We seemed clean, unless the pursuit was doing it with multiple vehicles, which implies both a security team with a lot of resources—think NSA—and a target worth spending them on. The Uzbeki Mob’s finances might rival the NSA’s, but I wasn’t that kind of target. I’d be easy to take out the old-fashioned way, a good marksman with one bullet to the head. I rubbed my forehead reflexively.

 

I glanced over at Bernie, but she had her earbuds in and the volume turned up.

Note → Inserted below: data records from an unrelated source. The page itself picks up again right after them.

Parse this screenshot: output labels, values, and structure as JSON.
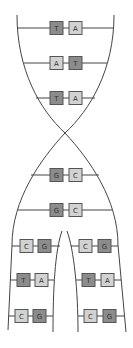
{
  "diagram": {
    "top_pairs": [
      {
        "left": "T",
        "right": "A",
        "left_shade": "dark",
        "right_shade": "light"
      },
      {
        "left": "A",
        "right": "T",
        "left_shade": "light",
        "right_shade": "dark"
      },
      {
        "left": "T",
        "right": "A",
        "left_shade": "dark",
        "right_shade": "light"
      }
    ],
    "middle_pairs": [
      {
        "left": "G",
        "right": "C",
        "left_shade": "dark",
        "right_shade": "light"
      },
      {
        "left": "G",
        "right": "C",
        "left_shade": "dark",
        "right_shade": "light"
      }
    ],
    "left_branch_pairs": [
      {
        "left": "C",
        "right": "G",
        "left_shade": "light",
        "right_shade": "dark"
      },
      {
        "left": "T",
        "right": "A",
        "left_shade": "dark",
        "right_shade": "light"
      },
      {
        "left": "C",
        "right": "G",
        "left_shade": "light",
        "right_shade": "dark"
      }
    ],
    "right_branch_pairs": [
      {
        "left": "C",
        "right": "G",
        "left_shade": "light",
        "right_shade": "dark"
      },
      {
        "left": "T",
        "right": "A",
        "left_shade": "dark",
        "right_shade": "light"
      },
      {
        "left": "C",
        "right": "G",
        "left_shade": "light",
        "right_shade": "dark"
      }
    ]
  }
}
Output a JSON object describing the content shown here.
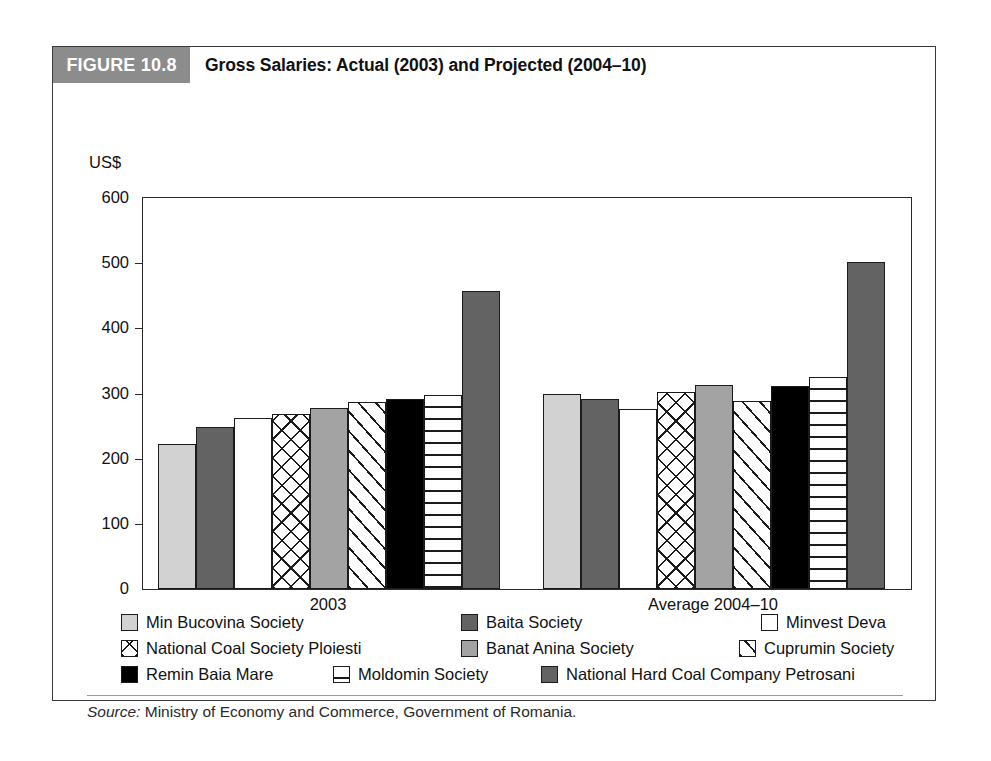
{
  "figure": {
    "number_label": "FIGURE 10.8",
    "title": "Gross Salaries: Actual (2003) and Projected (2004–10)",
    "number_badge_color": "#8c8c8c"
  },
  "source": {
    "prefix": "Source:",
    "text": " Ministry of Economy and Commerce, Government of Romania."
  },
  "chart_data": {
    "type": "bar",
    "title": "Gross Salaries: Actual (2003) and Projected (2004–10)",
    "xlabel": "",
    "ylabel": "US$",
    "ylim": [
      0,
      600
    ],
    "yticks": [
      0,
      100,
      200,
      300,
      400,
      500,
      600
    ],
    "ytick_labels": [
      "0",
      "100",
      "200",
      "300",
      "400",
      "500",
      "600"
    ],
    "grid": false,
    "legend_position": "below",
    "categories": [
      "2003",
      "Average 2004–10"
    ],
    "series": [
      {
        "name": "Min Bucovina Society",
        "pattern": "solid-light-gray",
        "color": "#d2d2d2",
        "values": [
          222,
          300
        ]
      },
      {
        "name": "Baita Society",
        "pattern": "solid-dark-gray",
        "color": "#636363",
        "values": [
          248,
          292
        ]
      },
      {
        "name": "Minvest Deva",
        "pattern": "solid-white",
        "color": "#ffffff",
        "values": [
          262,
          276
        ]
      },
      {
        "name": "National Coal Society Ploiesti",
        "pattern": "cross-hatch",
        "color": "#ffffff",
        "values": [
          268,
          303
        ]
      },
      {
        "name": "Banat Anina Society",
        "pattern": "solid-mid-gray",
        "color": "#a3a3a3",
        "values": [
          278,
          313
        ]
      },
      {
        "name": "Cuprumin Society",
        "pattern": "diagonal-stripe",
        "color": "#ffffff",
        "values": [
          287,
          288
        ]
      },
      {
        "name": "Remin Baia Mare",
        "pattern": "solid-black",
        "color": "#000000",
        "values": [
          291,
          312
        ]
      },
      {
        "name": "Moldomin Society",
        "pattern": "horizontal-line",
        "color": "#ffffff",
        "values": [
          298,
          325
        ]
      },
      {
        "name": "National Hard Coal Company Petrosani",
        "pattern": "solid-dark-gray",
        "color": "#636363",
        "values": [
          457,
          502
        ]
      }
    ]
  },
  "legend": {
    "rows": [
      [
        {
          "label": "Min Bucovina Society",
          "swatch": "solid-light-gray"
        },
        {
          "label": "Baita Society",
          "swatch": "solid-dark-gray"
        },
        {
          "label": "Minvest Deva",
          "swatch": "solid-white"
        }
      ],
      [
        {
          "label": "National Coal Society Ploiesti",
          "swatch": "cross-hatch"
        },
        {
          "label": "Banat Anina Society",
          "swatch": "solid-mid-gray"
        },
        {
          "label": "Cuprumin Society",
          "swatch": "diagonal-stripe"
        }
      ],
      [
        {
          "label": "Remin Baia Mare",
          "swatch": "solid-black"
        },
        {
          "label": "Moldomin Society",
          "swatch": "horizontal-line"
        },
        {
          "label": "National Hard Coal Company Petrosani",
          "swatch": "solid-dark-gray"
        }
      ]
    ]
  }
}
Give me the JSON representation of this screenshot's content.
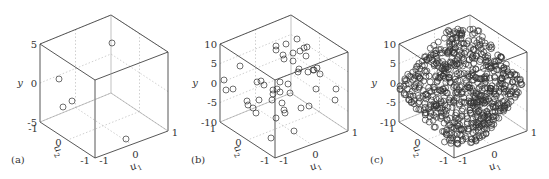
{
  "chart_data": [
    {
      "type": "scatter",
      "subtype": "3d-scatter",
      "panel_label": "(a)",
      "xlabel": "u1",
      "zlabel": "u2",
      "ylabel": "y",
      "y_ticks": [
        "5",
        "0",
        "-5"
      ],
      "ylim": [
        -5,
        5
      ],
      "u1_ticks": [
        "-1",
        "0",
        "1"
      ],
      "u2_ticks": [
        "-1",
        "0",
        "-1"
      ],
      "n_points": 5,
      "points_px": [
        [
          112,
          43
        ],
        [
          59,
          79
        ],
        [
          63,
          107
        ],
        [
          72,
          101
        ],
        [
          126,
          139
        ]
      ]
    },
    {
      "type": "scatter",
      "subtype": "3d-scatter",
      "panel_label": "(b)",
      "xlabel": "u1",
      "zlabel": "u2",
      "ylabel": "y",
      "y_ticks": [
        "10",
        "5",
        "0",
        "-5",
        "-10"
      ],
      "ylim": [
        -10,
        10
      ],
      "u1_ticks": [
        "-1",
        "0",
        "1"
      ],
      "u2_ticks": [
        "1",
        "0",
        "-1"
      ],
      "n_points": 50,
      "points_px": [
        [
          286,
          44
        ],
        [
          276,
          46
        ],
        [
          297,
          39
        ],
        [
          276,
          50
        ],
        [
          300,
          51
        ],
        [
          304,
          48
        ],
        [
          307,
          47
        ],
        [
          306,
          56
        ],
        [
          293,
          53
        ],
        [
          283,
          55
        ],
        [
          284,
          59
        ],
        [
          293,
          61
        ],
        [
          240,
          66
        ],
        [
          299,
          69
        ],
        [
          308,
          72
        ],
        [
          313,
          70
        ],
        [
          317,
          68
        ],
        [
          314,
          70
        ],
        [
          320,
          74
        ],
        [
          298,
          72
        ],
        [
          224,
          80
        ],
        [
          257,
          82
        ],
        [
          261,
          81
        ],
        [
          264,
          85
        ],
        [
          280,
          82
        ],
        [
          280,
          92
        ],
        [
          288,
          84
        ],
        [
          277,
          89
        ],
        [
          273,
          90
        ],
        [
          290,
          93
        ],
        [
          233,
          89
        ],
        [
          316,
          89
        ],
        [
          336,
          89
        ],
        [
          273,
          94
        ],
        [
          247,
          101
        ],
        [
          259,
          100
        ],
        [
          272,
          100
        ],
        [
          282,
          103
        ],
        [
          248,
          105
        ],
        [
          253,
          108
        ],
        [
          256,
          113
        ],
        [
          284,
          110
        ],
        [
          285,
          113
        ],
        [
          301,
          108
        ],
        [
          309,
          106
        ],
        [
          335,
          100
        ],
        [
          276,
          118
        ],
        [
          294,
          131
        ],
        [
          271,
          138
        ],
        [
          226,
          90
        ]
      ]
    },
    {
      "type": "scatter",
      "subtype": "3d-scatter",
      "panel_label": "(c)",
      "xlabel": "u1",
      "zlabel": "u2",
      "ylabel": "y",
      "y_ticks": [
        "10",
        "5",
        "0",
        "-5",
        "-10"
      ],
      "ylim": [
        -10,
        10
      ],
      "u1_ticks": [
        "-1",
        "0",
        "1"
      ],
      "u2_ticks": [
        "1",
        "0",
        "-1"
      ],
      "n_points": 700,
      "cloud": {
        "cx": 462,
        "cy": 87,
        "rx": 62,
        "ry": 58,
        "seed": 7
      }
    }
  ],
  "panels": [
    {
      "label": "(a)",
      "offset": 0,
      "y_ticks": [
        "5",
        "0",
        "-5"
      ],
      "u2_ticks": [
        "-1",
        "0",
        "-1"
      ],
      "u1_ticks": [
        "-1",
        "0",
        "1"
      ]
    },
    {
      "label": "(b)",
      "offset": 180,
      "y_ticks": [
        "10",
        "5",
        "0",
        "-5",
        "-10"
      ],
      "u2_ticks": [
        "1",
        "0",
        "-1"
      ],
      "u1_ticks": [
        "-1",
        "0",
        "1"
      ]
    },
    {
      "label": "(c)",
      "offset": 359,
      "y_ticks": [
        "10",
        "5",
        "0",
        "-5",
        "-10"
      ],
      "u2_ticks": [
        "1",
        "0",
        "-1"
      ],
      "u1_ticks": [
        "-1",
        "0",
        "1"
      ]
    }
  ],
  "axis_names": {
    "y": "y",
    "u1": "u",
    "u1_sub": "1",
    "u2": "u",
    "u2_sub": "2"
  }
}
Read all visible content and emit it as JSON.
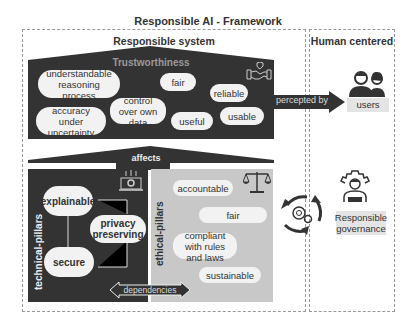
{
  "title": "Responsible AI - Framework",
  "responsible_system": {
    "title": "Responsible system",
    "trustworthiness": {
      "label": "Trustworthiness",
      "icon": "handshake-shield-icon",
      "items": [
        "understandable reasoning process",
        "fair",
        "reliable",
        "control over own data",
        "accuracy under uncertainty",
        "useful",
        "usable"
      ]
    },
    "affects_label": "affects",
    "technical_pillars": {
      "label": "technical-pillars",
      "icon": "laptop-gear-icon",
      "items": [
        "explainable",
        "privacy preserving",
        "secure"
      ]
    },
    "ethical_pillars": {
      "label": "ethical-pillars",
      "icon": "scales-icon",
      "items": [
        "accountable",
        "fair",
        "compliant with rules and laws",
        "sustainable"
      ]
    },
    "dependencies_label": "dependencies"
  },
  "human_centered": {
    "title": "Human centered",
    "perceived_label": "percepted by",
    "users_label": "users",
    "governance_label": "Responsible governance"
  },
  "colors": {
    "dark": "#333333",
    "grey": "#c8c8c8",
    "pill": "#f2f2f2",
    "label_bg": "#e4e4e4"
  }
}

She was texting friends, ignoring me, leaving me to send my brain uselessly around a maze that didn’t seem to have a center.

 

Where did Sebastian and the Cubs fit into this scenario? Villard had been briefly angry when I played Sebastian’s recording for him, accusing me of knowing who was on the other end of the conversation before I played it. Someone I’d met when I’d been at the ballpark? Will Drechen in Media Relations was the only man I’d talked to, and it didn’t sound like his voice.

 

“What are you thinking?” Bernie asked as we finally reached the airport exit. “You look angry.”

 

“Not angry, frustrated.”

 

“Are you glad I’m leaving? Uncle Sal told me I was making you worried.”

 

“I worry because I can’t keep you safe. When you come back in July for Northwestern’s hockey camp, I hope all this Guzzo business will be resolved so you can run from my home to the lake without my worrying that someone might hurt you.”

 

“And me, I am sad to leave without clearing Uncle Boom-Boom’s name. And of course, I am happy that we have met,” she added as a formal afterthought. “Also the dogs and Uncle Sal. And Jake. I know Uncle Sal is sorry I’m going.”

 

“Yes, you’ve brightened his life,” I agreed.

 

When we reached the O’Hare parking garage, I passed up the first few open spaces to make sure that none of the cars following us up the ramp was sticking with us.

 

Pierre’s plane was on time, a miracle on the route between O’Hare and the Northeast. He ran through the revolving doors at the security exit, bag over his shoulder, and scooped his daughter into his arms.

 

As soon as she saw him, Bernie’s animation returned. Father and daughter exclaimed in French for a moment until Pierre turned to embrace me. “Ah, so good to see you, Victoire, much too long since we were last together. Thank you for caring so tenderly for our tourbillon.”

 

He brushed Bernie’s hair from her forehead, saw the fading bruises where she’d scraped her face against the concrete. “Yes, petite, you’ve had far worse injuries on the ice rink, that is for sure. As for you, V.I., you look much more like Boom-Boom with that nose and your face all green, but it’s a badge of courage. Arlette and I, we don’t forget that you saved our darling’s life.”

 

“After putting it at risk,” I said dryly.

 

He made a dismissive gesture. “Bernadine has a gift for mischief, so enough of that. Now—you must be my guest for dinner. Not much of a thanks—for that, as soon as the hockey season ends—as soon as the Canadiens defeat the Blackhawks for the Stanley Cup—you will come for a week or a month or a summer to the Laurentians, right?”